I want you to do me a favor. Pretend we’re meeting each other for the first time. You have to describe who you are in 10 words or less without mentioning any relationship to another human being. You can’t cop out and say: I’m Anne’s husband, Paul’s mom or Mike’s oldest child. Who are you? Who and how do you identify yourself?
For most doctors, a few of those ten words would include their medical career. It’s no coincidence. Compared to most jobs, being a physician is a key feature of our identities. I’m not saying it’s right. I’m not saying it’s wrong. I’m just telling you that whether you realize it or not, being a doctor is a big part of who you are.
Here’s a few reasons why your job has grown to define you.
The long road to attending
While all of your undergrad friends were goofing off in between underwater basket weaving and ultimate frisbee practice, you were cramming organic chemistry, physics, biology, histology, and physiology into your brain. While your buddies went to Europe for spring break, you were sitting in a library studying for the MCAT.
If I had a dime for every time the Henderson-Hasselbalch equation came in handy, I’d have as many dimes as I had in undergrad.
Then while your friends were starting their families and careers, you went to medical school where the workload made undergrad look like a cakewalk. When your friends’ jobs really started taking off, you spent another three to eight years working 80+ hours a week making minimum wage taking care of patients as a resident. When it was all said and done, you spent 11-16 years preparing for your first day of work. I’m not trying to sell you on the sunk cost fallacy. I’m just saying that anything that intense you spend doing in your youth is going to leave a permanent mark on how you identify yourself.
Respect
You may feel like patients don’t respect your opinion, consultants dump on you constantly, and hospital administrators see you as a replaceable cog in the machine, but the rest of society really respects you and what you do. How many times in your life has someone treated you nicer or with more respect once they found out you were a doctor?
I’m the most low-profile guy you’ll meet. My wardrobe could be best described as “homeless beach bum.” I never volunteer that what I do for a living. Getting me to admit I’m a doctor in public usually involves a game of 20 questions. Nonetheless, I realize that people hold doctors with higher regard than most careers. On some subconscious level that makes us feel good about who we are and what we do.
Income
No one should become a doctor for the money. It’s not worth it, and there are easier ways to get rich. Just about every full-time physician is comfortably in the top five percent of income. And with a little hustling, most of you could be in the top one percent. If you are wise, you are living on a small fraction of that income and saving/investing the rest.
Money isn’t everything. But it sure is important to a lot of people. I’d be willing to bet that the kind of person reading a physician finance blog with their spare time is someone who is a fan of money. Even if you don’t identify as “rich,” you will eventually identify yourself as someone who is financially secure and able to provide a comfortable life for your family.
Time on the clock
I consider myself lucky. Even though I work a lot of crappy hours — think 4 a.m. on Christmas or every other weekend of my life — I don’t work a lot of total hours. Most full-time emergency physicians I know work 30 to 40 hours a week. Most of my surgeon and OB friends work 60 to 80 hours a week.
There is no way that the thing you do more than anything else during your waking hours isn’t a big part of your identity. It’s just simple math.
Our job is a privilege
Being a physician becomes so routine that it is easy to forget how cool it is. Some of you deliver babies, cure cancer or perform complex surgeries. Others prevent diseases from ever occurring and help patients navigate the complex medical system. My fellow emergency physicians routinely bring people back from the dead!
Sure, this job has its headaches. There are patients you can’t help, patients who don’t need help and patients who don’t want help. There are mountains of bureaucracy that seem designed to prevent you from doing your job. But at the end of the day, you can say you have a job that helps people. What you do matters. Don’t forget it.
Conclusion
This post is not intended to be a career pep talk. You are more than your job. We are put in this world to do more than work. The physician blogosphere is jam-packed with stories of docs dreaming of retiring ASAP and leaving medicine behind. We should be allowed to choose whatever path we want. We aren’t beholden to society to keep working a job we don’t enjoy or continue earning money we don’t need to buy stuff we don’t like to impress people we don’t care about.
If you love your job — great! You have a job making a positive impact in people’s lives while earning incredible money and unparalleled respect. If you are burnt out or dreaming of early retirement, just realize that being a doctor is a big part of who you are. It would be naive to think the thing you spent a decade or more training for and thing you spend the most waking hours doing isn’t a key aspect of how you see yourself.
It is OK to want to be done with medicine. Just make sure you have a plan for what is taking its place. By the way — my ten words would be: “hard-working, dark-humored, beach-loving, family-oriented, emergency doc.”
“Side Hustle Scrubs” is an emergency physician who blogs at the self-title site, Side Hustle Scrubs.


# What you will do:
A faithful copy of the data below is required, leaving out every picture.

*** Extracted records Section Begins ***

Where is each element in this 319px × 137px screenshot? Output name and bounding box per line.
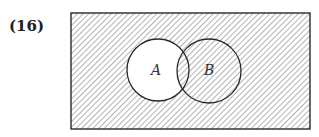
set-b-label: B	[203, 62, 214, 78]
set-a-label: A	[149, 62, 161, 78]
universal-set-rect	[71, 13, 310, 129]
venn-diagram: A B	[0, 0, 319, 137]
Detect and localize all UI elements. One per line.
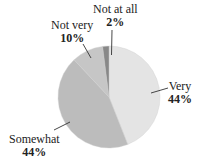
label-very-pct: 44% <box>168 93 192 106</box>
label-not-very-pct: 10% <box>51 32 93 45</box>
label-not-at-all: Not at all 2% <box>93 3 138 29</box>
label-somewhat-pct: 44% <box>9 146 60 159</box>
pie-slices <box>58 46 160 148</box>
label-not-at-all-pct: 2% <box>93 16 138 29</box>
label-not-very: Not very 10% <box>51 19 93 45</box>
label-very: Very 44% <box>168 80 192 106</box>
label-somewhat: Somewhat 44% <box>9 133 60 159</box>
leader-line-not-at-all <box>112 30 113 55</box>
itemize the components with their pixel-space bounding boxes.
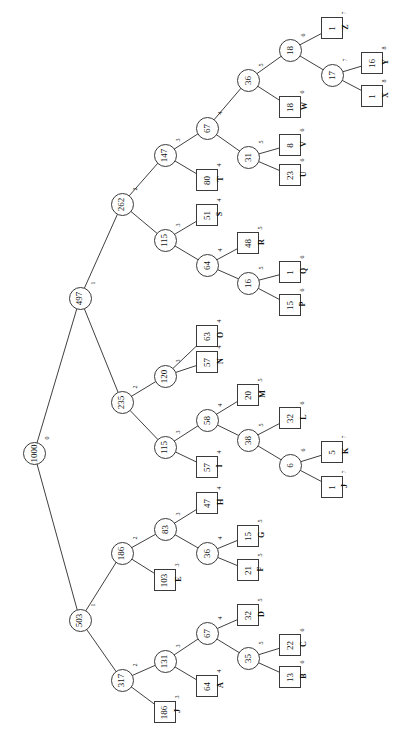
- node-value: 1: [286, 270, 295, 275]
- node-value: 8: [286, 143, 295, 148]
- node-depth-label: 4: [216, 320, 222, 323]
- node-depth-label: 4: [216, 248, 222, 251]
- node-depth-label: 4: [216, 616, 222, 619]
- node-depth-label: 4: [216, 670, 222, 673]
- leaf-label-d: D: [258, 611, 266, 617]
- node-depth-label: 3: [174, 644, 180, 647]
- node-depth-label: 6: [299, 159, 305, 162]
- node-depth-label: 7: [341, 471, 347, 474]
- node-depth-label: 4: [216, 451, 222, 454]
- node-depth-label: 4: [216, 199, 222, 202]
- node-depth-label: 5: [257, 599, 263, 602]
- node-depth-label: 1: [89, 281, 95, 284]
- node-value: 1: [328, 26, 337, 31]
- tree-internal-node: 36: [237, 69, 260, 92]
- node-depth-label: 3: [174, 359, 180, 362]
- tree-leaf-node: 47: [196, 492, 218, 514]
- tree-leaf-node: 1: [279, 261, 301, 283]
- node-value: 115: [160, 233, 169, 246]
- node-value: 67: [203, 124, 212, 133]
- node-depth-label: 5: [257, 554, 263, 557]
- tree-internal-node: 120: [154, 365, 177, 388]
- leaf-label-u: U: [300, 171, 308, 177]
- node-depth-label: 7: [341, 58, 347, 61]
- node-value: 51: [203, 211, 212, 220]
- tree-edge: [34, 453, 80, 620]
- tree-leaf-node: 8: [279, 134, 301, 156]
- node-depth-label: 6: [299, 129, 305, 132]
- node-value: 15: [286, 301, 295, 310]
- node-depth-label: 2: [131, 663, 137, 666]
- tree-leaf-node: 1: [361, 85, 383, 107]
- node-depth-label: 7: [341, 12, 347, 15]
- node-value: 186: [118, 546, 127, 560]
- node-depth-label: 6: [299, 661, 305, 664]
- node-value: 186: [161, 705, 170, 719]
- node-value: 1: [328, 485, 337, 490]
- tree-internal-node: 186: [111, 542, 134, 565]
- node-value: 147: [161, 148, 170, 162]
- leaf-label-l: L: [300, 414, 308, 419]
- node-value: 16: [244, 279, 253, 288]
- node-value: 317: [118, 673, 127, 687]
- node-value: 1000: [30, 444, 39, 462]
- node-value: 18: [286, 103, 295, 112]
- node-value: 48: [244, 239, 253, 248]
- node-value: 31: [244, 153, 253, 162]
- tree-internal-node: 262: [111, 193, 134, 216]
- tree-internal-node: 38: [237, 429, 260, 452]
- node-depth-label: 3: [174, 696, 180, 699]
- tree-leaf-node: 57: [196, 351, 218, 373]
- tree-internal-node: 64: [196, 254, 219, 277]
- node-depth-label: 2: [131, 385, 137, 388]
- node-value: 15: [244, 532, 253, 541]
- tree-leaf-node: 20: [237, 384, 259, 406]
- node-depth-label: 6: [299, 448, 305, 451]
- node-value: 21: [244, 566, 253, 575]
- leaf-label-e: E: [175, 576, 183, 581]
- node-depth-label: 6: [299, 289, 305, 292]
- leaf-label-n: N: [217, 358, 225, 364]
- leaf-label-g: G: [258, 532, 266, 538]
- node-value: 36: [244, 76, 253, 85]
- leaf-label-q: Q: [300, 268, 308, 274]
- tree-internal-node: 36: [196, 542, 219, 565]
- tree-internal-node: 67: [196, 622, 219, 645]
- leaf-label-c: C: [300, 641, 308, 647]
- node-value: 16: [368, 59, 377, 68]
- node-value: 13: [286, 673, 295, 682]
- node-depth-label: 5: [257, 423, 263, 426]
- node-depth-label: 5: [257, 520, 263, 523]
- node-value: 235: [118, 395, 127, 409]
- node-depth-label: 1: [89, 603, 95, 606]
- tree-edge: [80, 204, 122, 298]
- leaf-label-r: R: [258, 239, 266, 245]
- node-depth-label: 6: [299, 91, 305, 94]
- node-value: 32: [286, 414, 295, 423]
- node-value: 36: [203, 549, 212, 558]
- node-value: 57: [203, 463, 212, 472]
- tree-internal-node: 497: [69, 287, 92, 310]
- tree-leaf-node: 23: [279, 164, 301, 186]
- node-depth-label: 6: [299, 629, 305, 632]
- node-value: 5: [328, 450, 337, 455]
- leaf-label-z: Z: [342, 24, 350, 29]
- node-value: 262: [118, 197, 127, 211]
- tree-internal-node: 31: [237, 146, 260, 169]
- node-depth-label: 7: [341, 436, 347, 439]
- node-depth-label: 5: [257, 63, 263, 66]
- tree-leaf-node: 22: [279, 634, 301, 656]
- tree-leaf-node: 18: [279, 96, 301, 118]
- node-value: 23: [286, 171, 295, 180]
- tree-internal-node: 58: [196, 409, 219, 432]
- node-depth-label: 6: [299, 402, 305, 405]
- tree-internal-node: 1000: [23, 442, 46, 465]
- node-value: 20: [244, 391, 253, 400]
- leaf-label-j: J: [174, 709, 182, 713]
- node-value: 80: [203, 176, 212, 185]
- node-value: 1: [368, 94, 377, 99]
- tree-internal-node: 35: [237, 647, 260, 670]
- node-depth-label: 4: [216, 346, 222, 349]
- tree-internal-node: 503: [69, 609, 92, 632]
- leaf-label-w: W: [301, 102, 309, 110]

*** Extracted records Section Ends ***

# Task answer:
Where is each element in this 319px × 137px screenshot? Output name and bounding box per line.
set-b-label: B	[203, 62, 214, 78]
set-a-label: A	[149, 62, 161, 78]
universal-set-rect	[71, 13, 310, 129]
venn-diagram: A B	[0, 0, 319, 137]
Detect and localize all UI elements. One per line.
label-very-pct: 44% <box>168 93 192 106</box>
label-not-very-pct: 10% <box>51 32 93 45</box>
label-not-at-all: Not at all 2% <box>93 3 138 29</box>
label-somewhat-pct: 44% <box>9 146 60 159</box>
pie-slices <box>58 46 160 148</box>
label-not-at-all-pct: 2% <box>93 16 138 29</box>
label-not-very: Not very 10% <box>51 19 93 45</box>
label-very: Very 44% <box>168 80 192 106</box>
label-somewhat: Somewhat 44% <box>9 133 60 159</box>
leader-line-not-at-all <box>112 30 113 55</box>
itemize the components with their pixel-space bounding boxes.
- node-value: 1: [286, 270, 295, 275]
- node-value: 8: [286, 143, 295, 148]
- node-depth-label: 4: [216, 320, 222, 323]
- node-depth-label: 4: [216, 248, 222, 251]
- node-depth-label: 4: [216, 616, 222, 619]
- node-depth-label: 4: [216, 670, 222, 673]
- leaf-label-d: D: [258, 611, 266, 617]
- node-depth-label: 3: [174, 644, 180, 647]
- node-depth-label: 6: [299, 159, 305, 162]
- node-depth-label: 7: [341, 471, 347, 474]
- node-depth-label: 4: [216, 451, 222, 454]
- node-depth-label: 4: [216, 199, 222, 202]
- node-depth-label: 5: [257, 599, 263, 602]
- node-depth-label: 1: [89, 281, 95, 284]
- node-value: 1: [328, 26, 337, 31]
- tree-internal-node: 36: [237, 69, 260, 92]
- node-depth-label: 3: [174, 359, 180, 362]
- tree-leaf-node: 47: [196, 492, 218, 514]
- tree-leaf-node: 1: [279, 261, 301, 283]
- node-value: 115: [160, 233, 169, 246]
- node-value: 67: [203, 124, 212, 133]
- node-depth-label: 5: [257, 554, 263, 557]
- tree-internal-node: 120: [154, 365, 177, 388]
- leaf-label-u: U: [300, 171, 308, 177]
- node-depth-label: 7: [341, 58, 347, 61]
- node-value: 51: [203, 211, 212, 220]
- tree-edge: [34, 453, 80, 620]
- tree-leaf-node: 8: [279, 134, 301, 156]
- node-depth-label: 6: [299, 129, 305, 132]
- node-value: 15: [286, 301, 295, 310]
- node-depth-label: 2: [131, 663, 137, 666]
- tree-leaf-node: 1: [361, 85, 383, 107]
- node-depth-label: 7: [341, 12, 347, 15]
- node-value: 186: [118, 546, 127, 560]
- node-depth-label: 6: [299, 661, 305, 664]
- node-value: 186: [161, 705, 170, 719]
- node-value: 1: [328, 485, 337, 490]
- tree-internal-node: 186: [111, 542, 134, 565]
- node-value: 147: [161, 148, 170, 162]
- leaf-label-l: L: [300, 414, 308, 419]
- node-value: 16: [244, 279, 253, 288]
- node-value: 317: [118, 673, 127, 687]
- node-value: 1000: [30, 444, 39, 462]
- node-value: 18: [286, 103, 295, 112]
- node-value: 48: [244, 239, 253, 248]
- node-value: 31: [244, 153, 253, 162]
- tree-internal-node: 262: [111, 193, 134, 216]
- tree-internal-node: 38: [237, 429, 260, 452]
- node-depth-label: 3: [174, 696, 180, 699]
- tree-leaf-node: 57: [196, 351, 218, 373]
- tree-internal-node: 64: [196, 254, 219, 277]
- node-depth-label: 2: [131, 385, 137, 388]
- node-value: 15: [244, 532, 253, 541]
- tree-leaf-node: 20: [237, 384, 259, 406]
- node-depth-label: 6: [299, 448, 305, 451]
- node-value: 21: [244, 566, 253, 575]
- leaf-label-e: E: [175, 576, 183, 581]
- node-depth-label: 6: [299, 289, 305, 292]
- leaf-label-n: N: [217, 358, 225, 364]
- leaf-label-g: G: [258, 532, 266, 538]
- node-value: 36: [244, 76, 253, 85]
- leaf-label-q: Q: [300, 268, 308, 274]
- tree-internal-node: 36: [196, 542, 219, 565]
- tree-internal-node: 67: [196, 622, 219, 645]
- leaf-label-c: C: [300, 641, 308, 647]
- node-value: 16: [368, 59, 377, 68]
- node-value: 13: [286, 673, 295, 682]
- node-depth-label: 5: [257, 423, 263, 426]
- node-depth-label: 5: [257, 520, 263, 523]
- node-value: 235: [118, 395, 127, 409]
- node-depth-label: 1: [89, 603, 95, 606]
- tree-edge: [80, 204, 122, 298]
- leaf-label-r: R: [258, 239, 266, 245]
- node-depth-label: 6: [299, 91, 305, 94]
- node-value: 32: [286, 414, 295, 423]
- node-value: 36: [203, 549, 212, 558]
- node-value: 57: [203, 463, 212, 472]
- tree-internal-node: 497: [69, 287, 92, 310]
- tree-leaf-node: 23: [279, 164, 301, 186]
- node-depth-label: 6: [299, 629, 305, 632]
- node-value: 5: [328, 450, 337, 455]
- leaf-label-z: Z: [342, 24, 350, 29]
- node-value: 262: [118, 197, 127, 211]
- tree-internal-node: 31: [237, 146, 260, 169]
- node-depth-label: 7: [341, 436, 347, 439]
- node-depth-label: 5: [257, 63, 263, 66]
- tree-leaf-node: 22: [279, 634, 301, 656]
- tree-leaf-node: 18: [279, 96, 301, 118]
- node-value: 23: [286, 171, 295, 180]
- tree-internal-node: 58: [196, 409, 219, 432]
- node-depth-label: 6: [299, 402, 305, 405]
- tree-internal-node: 1000: [23, 442, 46, 465]
- node-value: 20: [244, 391, 253, 400]
- leaf-label-j: J: [174, 709, 182, 713]
- node-value: 80: [203, 176, 212, 185]
- node-value: 1: [368, 94, 377, 99]
- tree-internal-node: 35: [237, 647, 260, 670]
- node-depth-label: 4: [216, 346, 222, 349]
- tree-internal-node: 503: [69, 609, 92, 632]
- leaf-label-w: W: [301, 102, 309, 110]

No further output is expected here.